Raghu Vira. 1962. Sāra-Samuccaya (a Classical Indonesian Compendium of High Ideals). Śata-Piṭaka Series (Dvīpāntara-Piṭaka), 24 (7). New Delhi: International Academy of Indian Culture.
This edition is in two scripts, Balinese and Devanagari, which need to be compared systematically because there are rather frequently variants vetween the two (suggestive of error in one of the two, my job being to determine which reading is more likely to have been found in the manuscripts). The edition has a critical apparatus that gives some variant readings for the Sanskrit stanzas and tries to match them with verses from the MBh critical edition as far as it had been published by the early 1960s. One of the most time consuming parts of my task as TEI editor is to double check the MBh parallels and encode the results of my findings.

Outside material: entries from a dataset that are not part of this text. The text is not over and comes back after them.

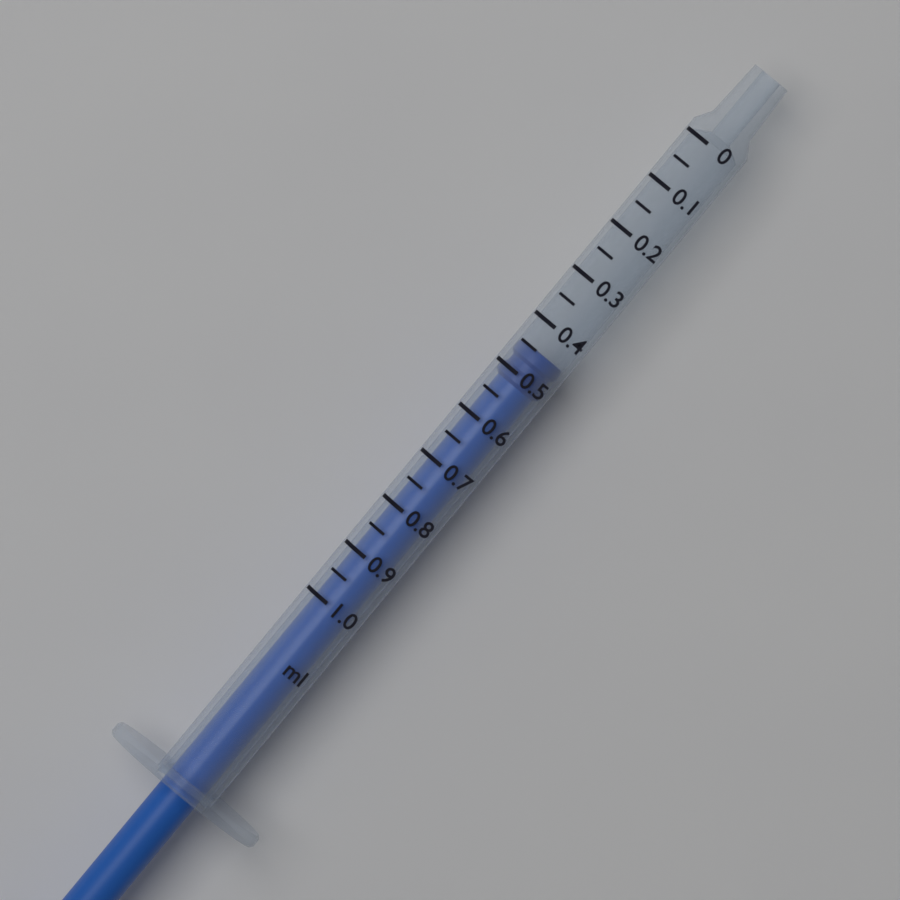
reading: 0.45 ml
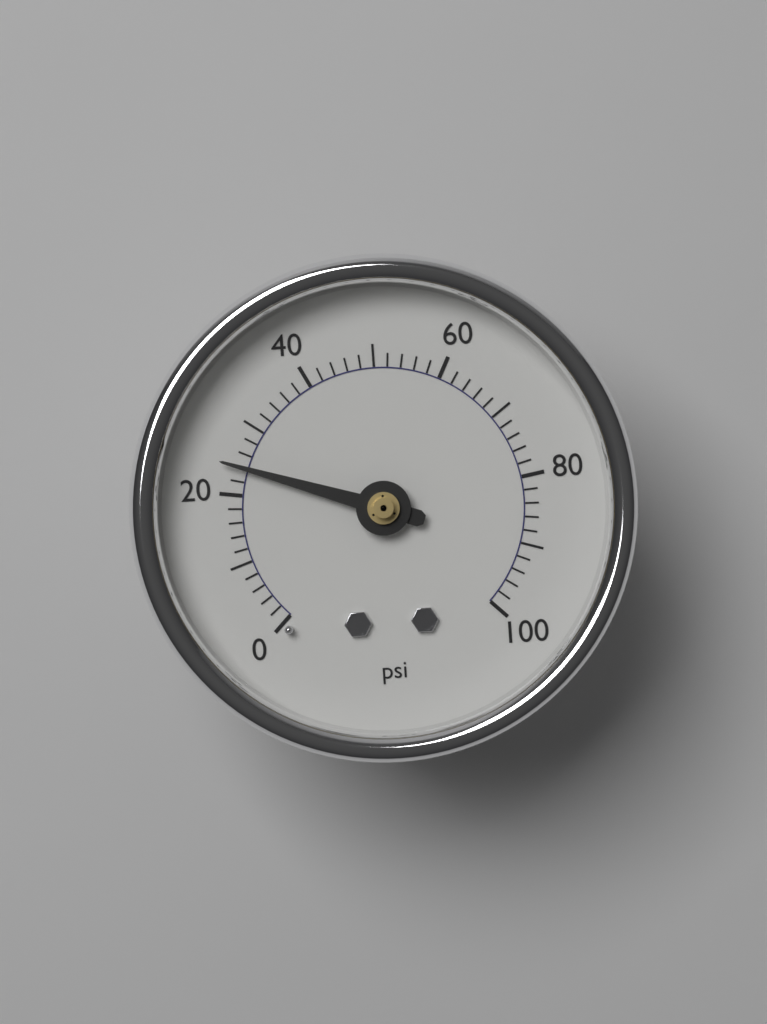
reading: 24 psi
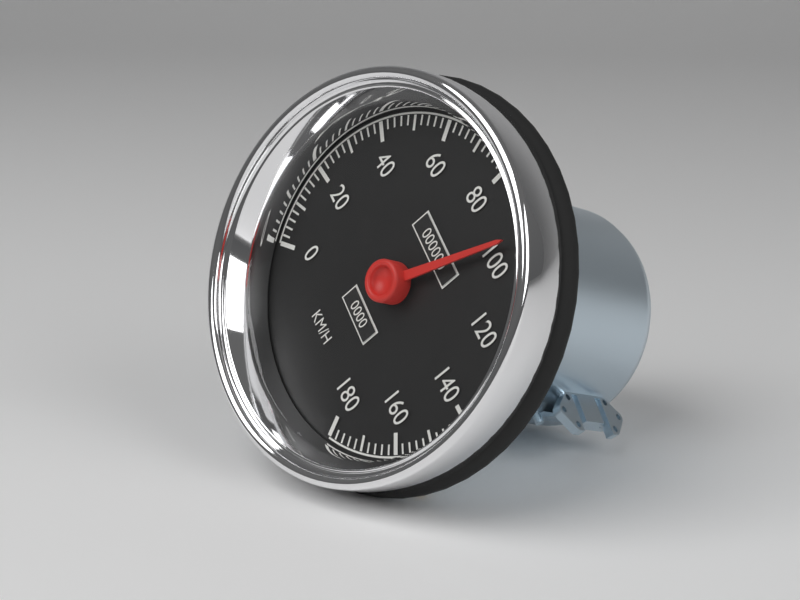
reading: 96 km/h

My XML code is here: https://github.com/erc-dharma/tfd-nusantara-philology/blob/master/editions/D...
A provisional display is here: https://erc-dharma.github.io/tfd-nusantara-philology/output/critical-edition...
I don’t have at my disposal a TEI version corresponding to the GRETIL file mbh1-18u.htm — can one of you oblige? As long as I don’t have one, it means that (for my XML file to validate) I need to manually apply <lg> and <l> tags and assign @n values to all <l> tags for any MBh parallel to be cited under a given Sārasamuccaya stanza. This is a lot of work and a distraction from other parts of my main task, which is to check the accuracy of the romanized Sanskrit and Old Javanese, keyed from Raghu Vira’s edition, and watching out for any differences between the Balinese and the Devanagari readings.
In this connection, I am wondering how useful it actually is, for instance, to quote
MBh01,056.027 MBh18,005.052 yathā samudro bhagavān yathā ca himavān giriḥ khyātāv ubhau ratnanidhī tathā bhāratam ucyate
below Sārasamuccaya stanza 2
yathā samudro’timahān yathā ca himavān giriḥ| ubhau ratnanidhī khyātau tathā bhāratam ucyate||
Disregarding for now the possible existence of significant variant readings both within the Mbh transmission and within that of the Sārasamuccaya (I haven’t yet checked), and how such data might be incorporated into my edition, the utility of citing the two parallel stanzas from the MBh critical edition is presumably twofold:
(1) to communicate to the reader of my edition that the given stanza has parallels in the critical edition of the MBh and where those parallels can be found (2) to underline the difference of reading in pāda c
To achieve purpose (1), I don’t need to quote the whole parallel. To achieve purpose (2), merely quoting the parallel is not very efficient. It would presumably be better to create an <app> inside the edition of the Sārasamuccaya and report the MBh reading as <rdg> — I am wondering if I should do all of the above or if <note corresp="MBh01,056.027 MBh18,005.052"> without actually citing the text of the MBh crit. ed. would be enough if I encode the variation of reading <app> inside the edition of the Sārasamuccaya stanza.
I would be grateful for suggestions from experienced TEI editors on how to achieve a useful TEI edition while avoiding needless work that stands in the way of my finishing the job.